Dr. José Zaglul is the founding president (1989-2016) of EARTH University in Costa Rica, and currently serves on SHI’s Board of Directors. He holds multiple advanced degrees, including a PhD in Animal Science and an M.S. in Food Science and Human Nutrition from the University of Florida. His life’s work has focused on educating the next generation of environmental stewards. He has been an enthusiastic supporter of Sustainable Harvest International for years, and is thrilled for SHI to extend its tried and true extension model to transform one million farms by 2030, radically expanding its impact in order to create a more just and healthy planet.

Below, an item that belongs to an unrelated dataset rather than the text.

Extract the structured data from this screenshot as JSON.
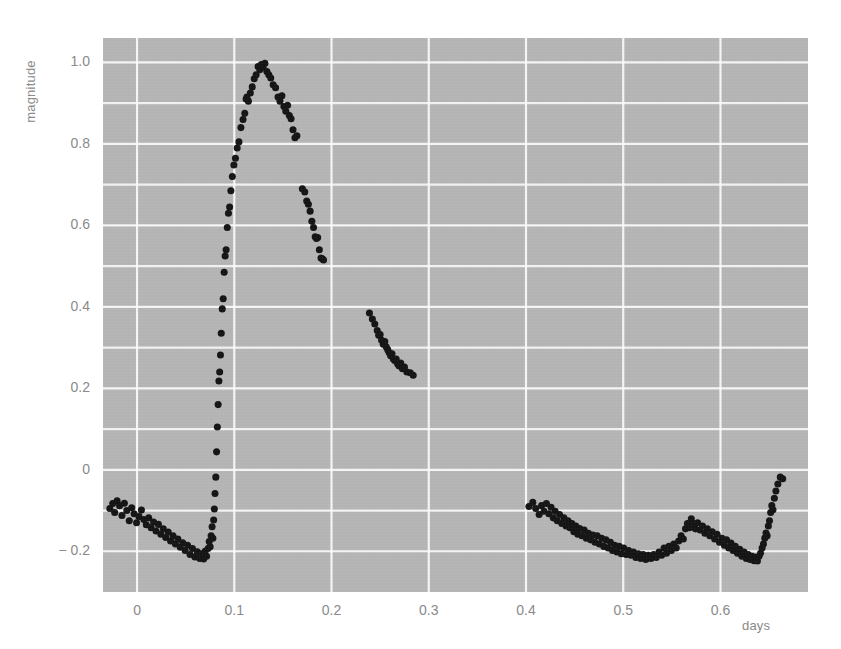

When I became the first president of EARTH University in 1989, the driving inspiration was to create a new institution that would break old paradigms in higher education and prepare a new generation of ethical agricultural leaders in Latin America. This new institution was to be an international private, nonprofit school with a main emphasis on the humid tropics since between 50 to 80% of the globe biodiversity is present in these regions and is at great risk of being lost.
Before I joined EARTH University, I had learned many formative lessons in my work as the Dean of Research and Extension at a state university in Costa Rica. In one of my academic trips, I visited a small rural village in the northern part of the country and met many of the village’s farmers. I realized then how abandoned they were by agriculture extension agents, the universities, and all those that were supposed to provide support to them. In the village, I met a noble farmer and as I talked to him about how to improve his agricultural practices, I realized he knew much more than I did about the challenges and hardships they endured. His name was don Uriel. Not only did he teach me about the struggles he had to go through to cultivate and market the products of his papaya farm, but also gave me a lesson I never forgot. He had a young daughter, and I was convincing him to send her to study agriculture at my university in the old capital city of Costa Rica. He looked at me and told me somberly: “Why should I send her to your institution? Universities build one-way bridges; you take our children to college, but you never return them to us. When we are gone, who is going to take our place in farming? They never return.”
The day of my inauguration at EARTH University in 1989, I made a promise in my speech that our graduates would become changemakers committed to giving back to their communities. EARTH graduates would develop and practice social awareness to improve and transform the lives of small- and medium-scale farmers. Our objective was to promote sustainable agricultural practices, protect biodiversity, and make sure that our farming practices would enhance the land. During my twenty-eight years at EARTH University, I always strived for the institution to be true to those values.
Given all of this, I hope that it is clear to the reader why I am so passionate about SHI. I learned about SHI while I was still at EARTH. I was thrilled to learn about its mission, which so closely aligns with EARTH University’s mission. We had several student interns who completed internships with SHI projects, applying the skills acquired at EARTH over a full semester. Most importantly, they learned about the lives of the people impacted by SHI projects and how to build two-way bridges between the community and the university. These bridges are still being traveled by our students and community members.
Today, the COVID-19 pandemic has changed our world. The pandemic has exposed the poor management of the planet’s natural resources. Over the years, biodiversity has suffered in the name of progress. What has been boasted as better and more competitive business practices, including in agriculture, has been achieved at a high cost to life on Earth. We have invaded the oceans and forests, even into space, and have contaminated all of it. As human beings, we have behaved as a plague on our natural resources and now nature is telling us no more. We must remember that we do not own the Earth, and that our very survival depends upon the integrity of our globe’s interconnected and interdependent systems.
In the face of these challenges, I remain optimistic. I believe in the capacity of individuals and organizations to change the status quo and change the world. An organization like SHI is at the forefront of the positive forces working with many smallholder farmers in regenerative agriculture and, most importantly, in regenerating their hopes and aspirations in life. SHI partnering communities in Central America, that soon will be in the thousands and millions in the region and beyond, will be role models in a world of opportunities and peace for all. Today, in the midst of a global pandemic, I see SHI as being a powerful agent of change. I know the SHI Founder, Florence Reed, and the members of the SHI Board of Directors. These are extraordinary people who put all their energy, resources, and wisdom into promoting a change in the agricultural practices of small farmers who have recuperated their hope in society and see a brighter future for themselves. What SHI is doing is bringing hope that translates into peace and progress for the world. I am proud to be involved with SHI. Now I can tell don Uriel that through SHI we are building two-way bridges around the world so that their children will go back to them. When they do, we will be accompanying them, including them all as part of our extended family. SHI will keep the promise alive.